Jorey had tried several times to get her to talk about her decision to leave, but she didn’t feel capable. She’d told him the truth—that she didn’t know what to do. She didn’t have to go home immediately, but she knew it had been foolish to dream of staying for months on end. She wanted to take it a day at a time, and see what developed. Jorey said he couldn’t argue with that approach.
In search of a jacket for Kate, they strolled down Shelby Street and found themselves in an outdoor market. Kate’s eyes were immediately drawn to a rack of wool ponchos. They stood apart from all the rest she’d seen in town that day. Their texture was fine and soft. The patterns of the weave were intricate. The colors were the colors of the desert—browns and reds, muted purples, and sage greens.
Her eye fell on one in particular, and she was about to remove the hanger from the rack when a voice came behind her.
“I made this one for you, miss,” he said. She turned around to see a small man with a very big smile, obviously using a practiced salesman line on her. “Come and see for yourself.”
He led her to a full-length mirror propped against a tree and slipped it over her head. Sales pitch or no, the man was right. Kate looked at her reflection and laughed—jeans, cowboy boots, poncho, and a peaceful look on her face she was wholly unfamiliar with.
She watched in the mirror as Jorey walked up behind her, and something in her heart burst open. He was so tall and straight and handsome. The way he looked at her could not lie. Those dark and deep eyes could never lie.

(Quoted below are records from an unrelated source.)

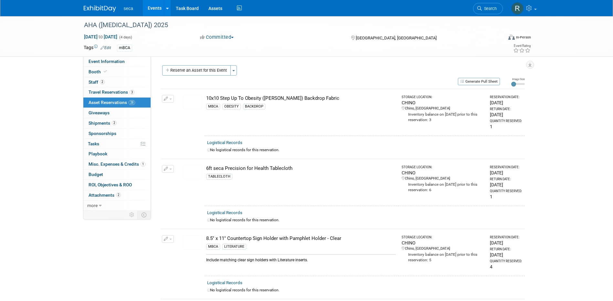 This screenshot has height=301, width=613. What do you see at coordinates (132, 102) in the screenshot?
I see `span: 28` at bounding box center [132, 102].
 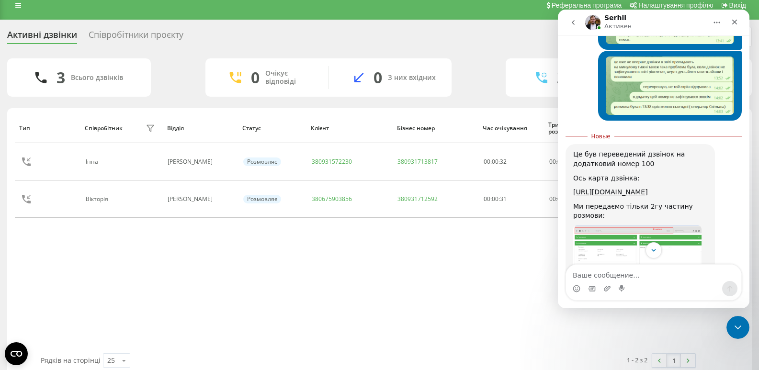 I want to click on div: Тривалість розмови, so click(x=577, y=128).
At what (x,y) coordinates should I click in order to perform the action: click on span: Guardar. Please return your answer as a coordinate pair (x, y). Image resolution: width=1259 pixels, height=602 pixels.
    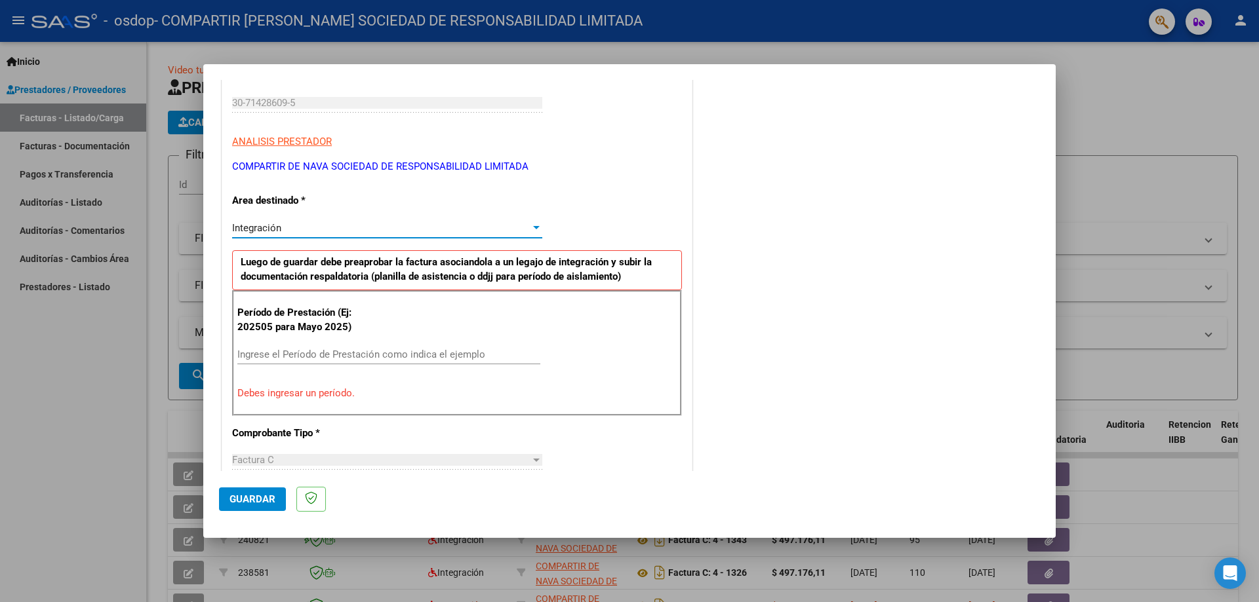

Those eyes were full of love.
He reached down into the nape of the poncho and set her hair free, then tenderly kissed her cheek.
It must have been the way the sunlight hit the mirror, but Kate was sure that for an instant, she and Jorey were surrounded by a cocoon of love. It shimmered gold and white and blue. She blinked and it was gone.
“Thanks. We’ll take it,” Jorey said, and within minutes, over Kate’s protests, he’d happily shelled out several hundred dollars he probably didn’t have.
After a delicious lunch at the New Mexican diner just off the plaza, Jorey told Kate that dessert was next, and he was taking her to the best place he knew.
“I can’t eat anything else or I’ll pop,” she said.
“This is food for the soul, my dear,” he said.
Another hour later, Jorey was driving down a two-lane road that ran parallel to a river lined with trees Jorey gave names to: Gambel Oak, Box Elder, and Cottonwood. They listened to a CD of Native American flute music that floated around them, creating a cocoon of beauty inside the Range Rover. And they continued to drive. Kate knew that the last town they passed was a crossroads with the strange name of Abiquiu, and that was several miles back. She looked at the sky and could see the beginnings of a fiery red sunset.
“May I ask where we’re going?”
“Nope.”
She laughed. “You love teasing me.”
“That’s true, but this is about me wanting you to just be, to just look around you and see. I don’t want you to have any preconceived notions. Just be open to what happens.”
Kate folded her hands in her lap and took a breath. She felt the car begin to slow and heard the click of Jorey’s turn signals. She had to squint and lean forward against her seat belt in order to read the small white wooden sign.
She snapped her head around and stared at Jorey. “You’re taking me to a mosque? Out in the middle of nowhere?”
“Ah, well, it’s a long story, but this community has always been kind to me. I bring groups here all the time and they never hesitate to give me permission. They own all the land around here.”